A free 90-minute timer for deep, uninterrupted work. Ninety minutes is roughly one full swing of the body's natural cycle of focus and energy, long enough to get fully absorbed in something hard before you need a real break. It is the block for your most demanding work, and a guide to shape to your own rhythm, not a rule.
Long, protected blocks are where genuinely hard work happens. Ninety minutes gives you room to load a whole problem into your head and actually solve it, instead of stopping just as it clicks.
A long runway: ninety minutes is enough to get past the warm-up and into a real flow of drafting before fatigue sets in.
Reading closely, following a thread, or untangling something complex all reward sustained attention. Give them one long block, not a string of short ones.
Hold the whole picture in view and explore, discard, and refine in one continuous pass.
A thorny bug, a tricky proof, a tangled dataset: hard problems reward one long, unbroken block where you can keep the whole thing in mind.
Your alertness and energy do not hold steady through the day; they rise and fall in cycles. Nathaniel Kleitman called this the basic rest-activity cycle, a roughly 90-minute rhythm he argued runs through waking life as well as sleep[1]. Performance follows it: when researchers tested people every fifteen minutes for hours, different kinds of thinking rose and fell on a 90-to-100-minute cycle[1]. A 90-minute block aims to give you one full swing of that cycle, a long stretch of deep focus before a natural dip, which is what makes it suit your most absorbing work.
Ninety minutes is also long enough to do what shorter blocks cannot: load an entire complex problem into your head and hold it there long enough to actually solve it, rather than stopping just as it starts to come together. The trade-off is that focus this sustained is tiring, so a block this long only pays off if you protect it from interruptions and follow it with a genuine break, not just another screen.
This is the honest part, and it is the heart of how we think about timers. That 90 minutes is an average, not a fixed clock. The cycle's length shifts between morning and afternoon and even drifts within a single day[1], and it differs from person to person. So treat 90 as a rhythm to work with: if you are still flowing at the bell, finish your thought; if you fade at seventy minutes, stop at seventy. The timer is here to help you find your own cycle, not to override it.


• **Exercise**: Copy the lines below, please, starting with the one that contains "Locate an element on the screen. The" and ending with the last. Pictures stay out.

• **Listed entries**:
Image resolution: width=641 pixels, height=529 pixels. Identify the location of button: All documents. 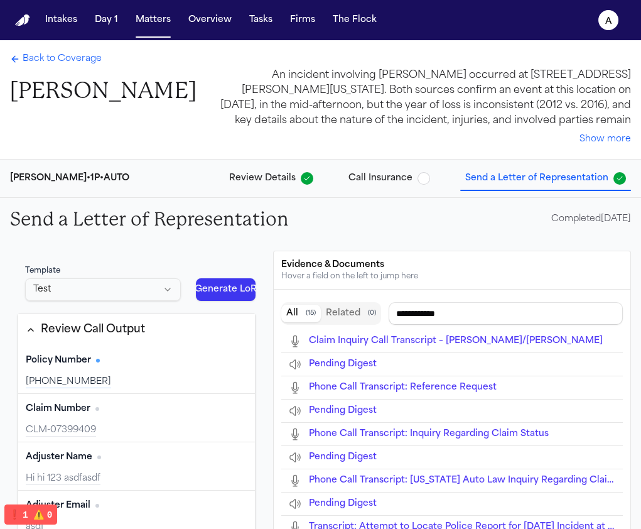
(301, 313).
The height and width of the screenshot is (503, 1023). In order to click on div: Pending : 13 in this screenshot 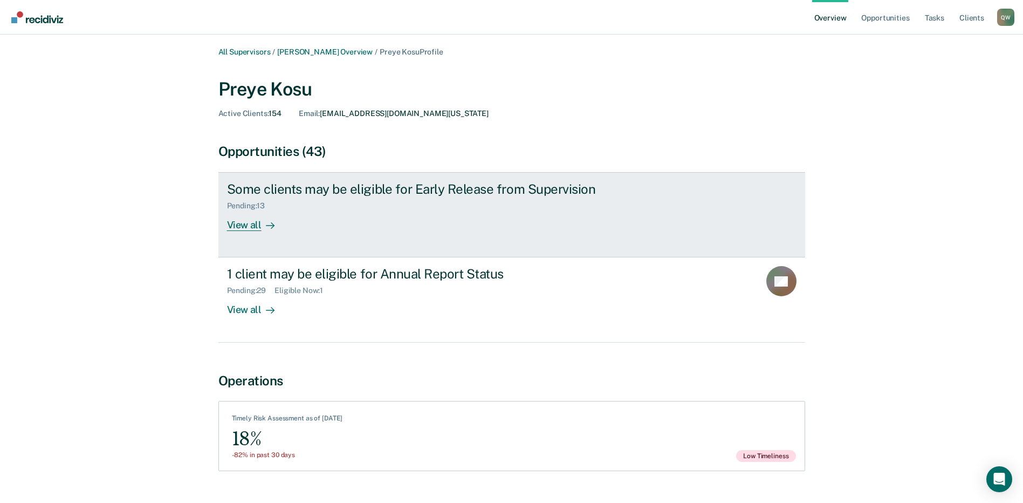, I will do `click(250, 205)`.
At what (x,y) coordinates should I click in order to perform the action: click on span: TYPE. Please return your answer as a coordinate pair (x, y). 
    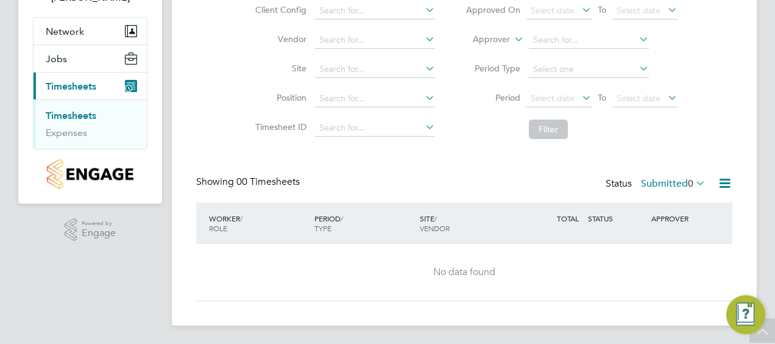
    Looking at the image, I should click on (323, 228).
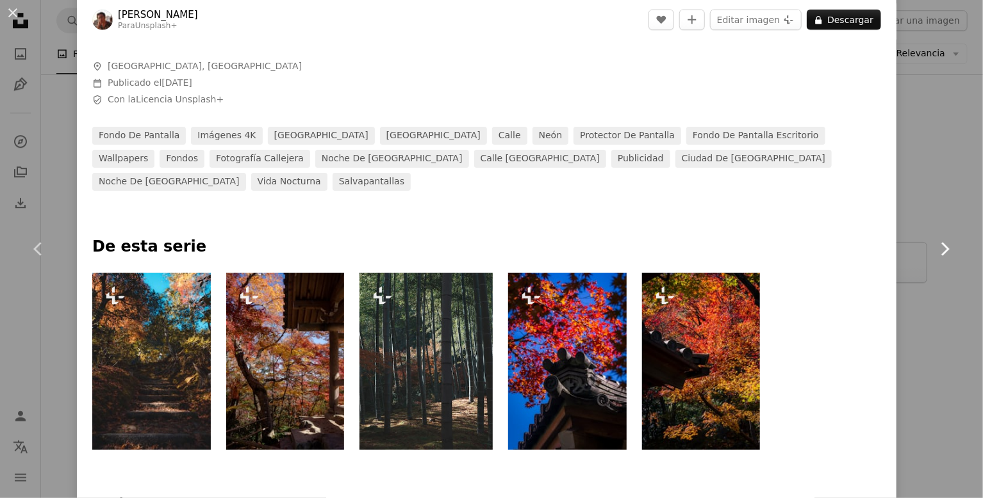  I want to click on a: un porche con un árbol al fondo, so click(285, 361).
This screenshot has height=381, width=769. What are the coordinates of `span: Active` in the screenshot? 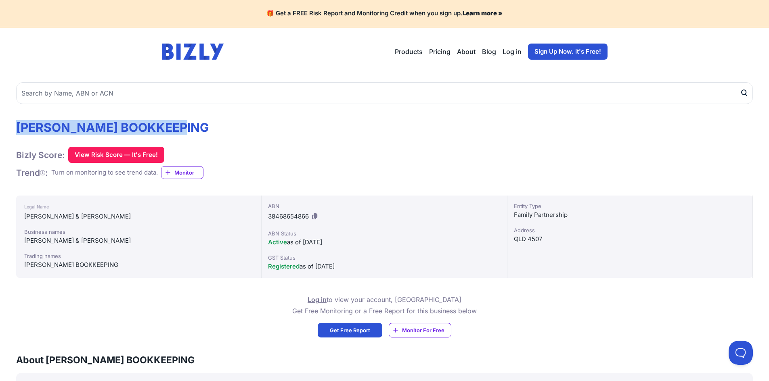 It's located at (277, 242).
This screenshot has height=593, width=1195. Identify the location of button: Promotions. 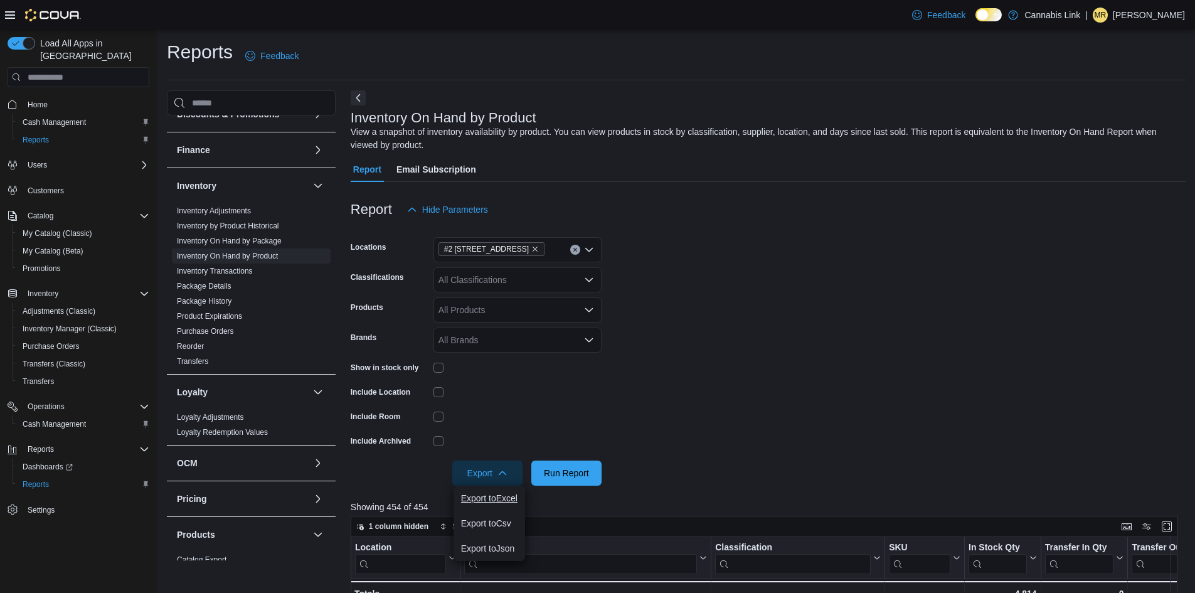
(83, 268).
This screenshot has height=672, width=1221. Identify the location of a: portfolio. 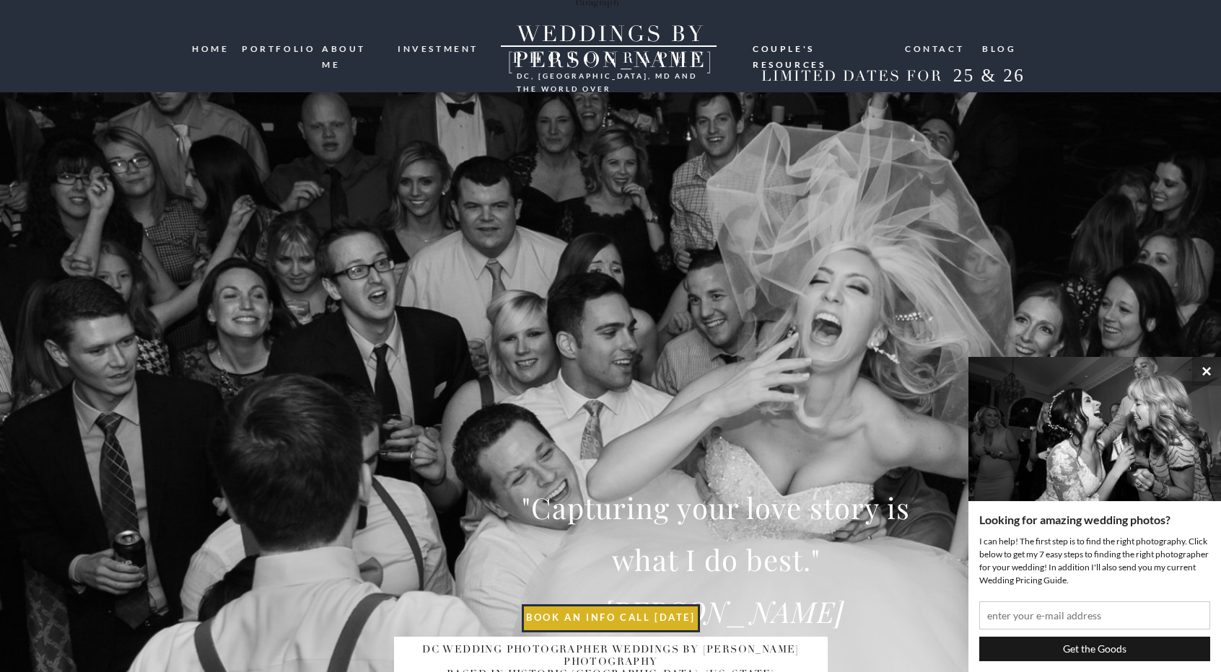
(276, 48).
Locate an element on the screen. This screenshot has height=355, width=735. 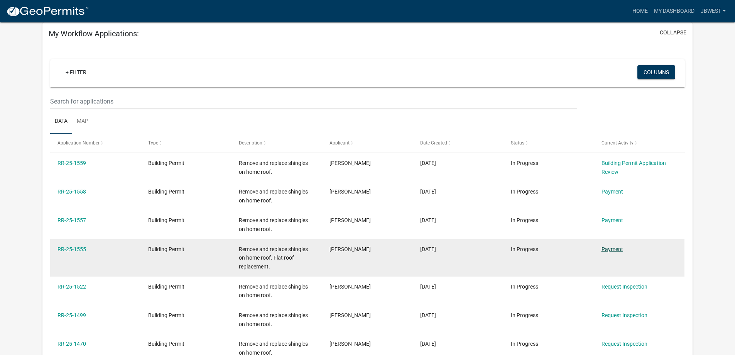
a: RR-25-1558 is located at coordinates (72, 191).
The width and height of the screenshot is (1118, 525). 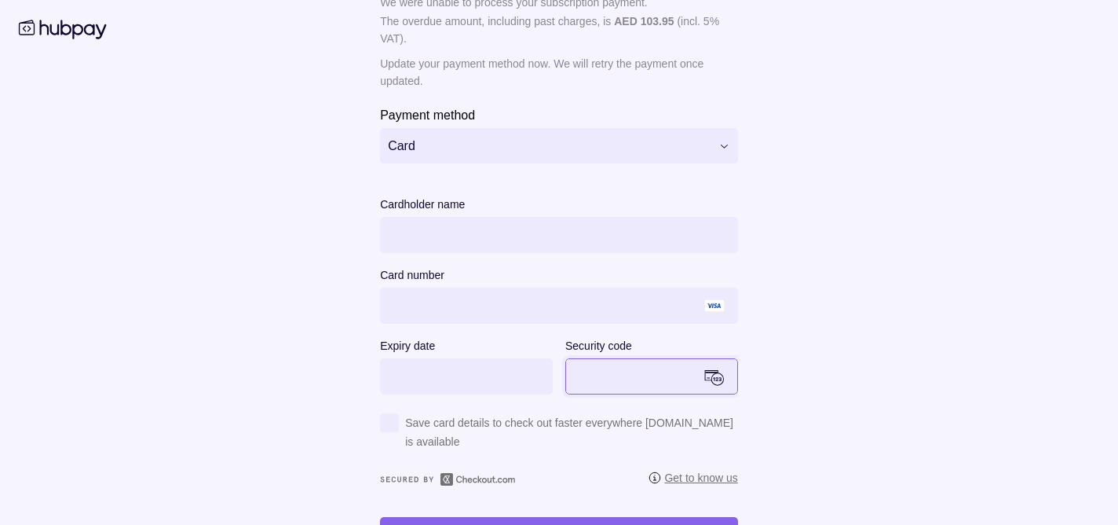 I want to click on p: The overdue amount, including past charges, is (incl. 5% VAT)., so click(x=559, y=30).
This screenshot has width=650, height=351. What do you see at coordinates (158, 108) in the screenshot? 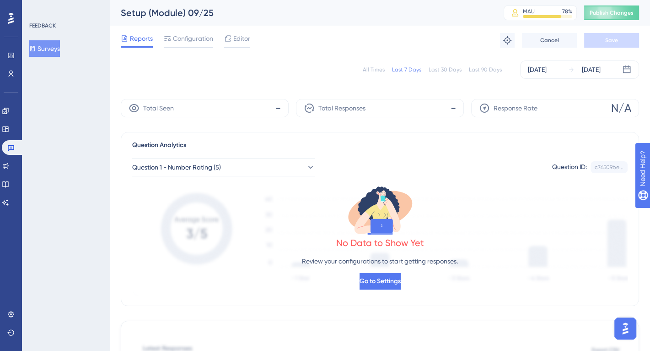
I see `span: Total Seen` at bounding box center [158, 108].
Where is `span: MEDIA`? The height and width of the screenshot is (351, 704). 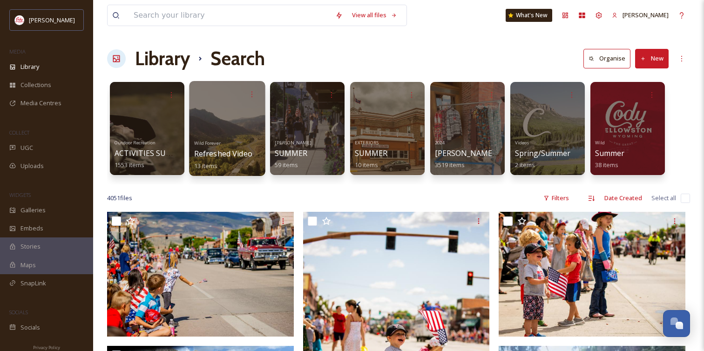 span: MEDIA is located at coordinates (17, 51).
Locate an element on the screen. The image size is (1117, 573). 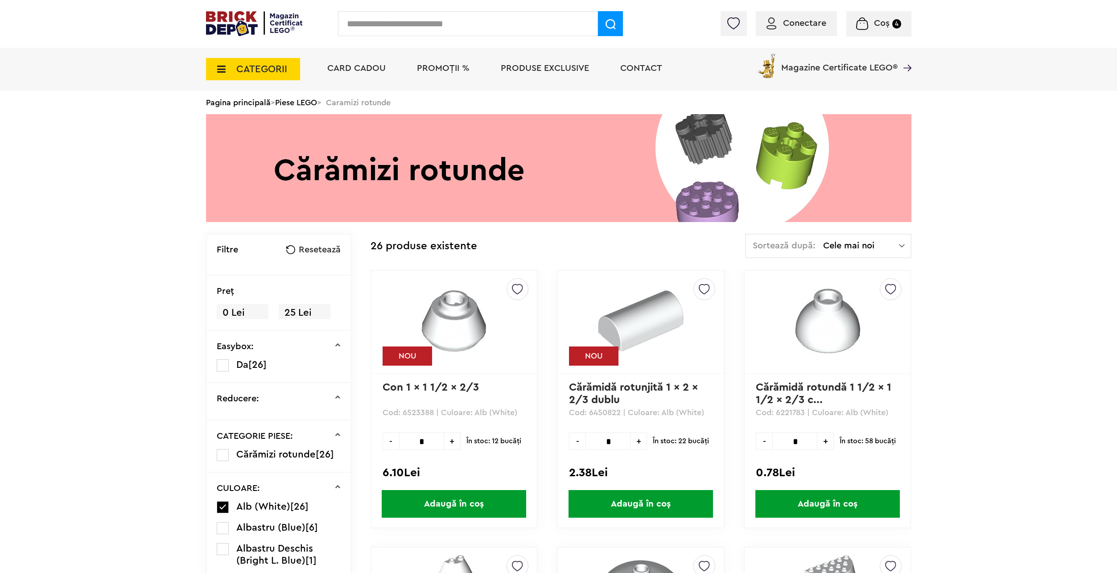
span: Coș is located at coordinates (881, 23).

• **Written response**:
Locate an element on the screen. The image size is (1117, 573). 
span: Coș is located at coordinates (881, 23).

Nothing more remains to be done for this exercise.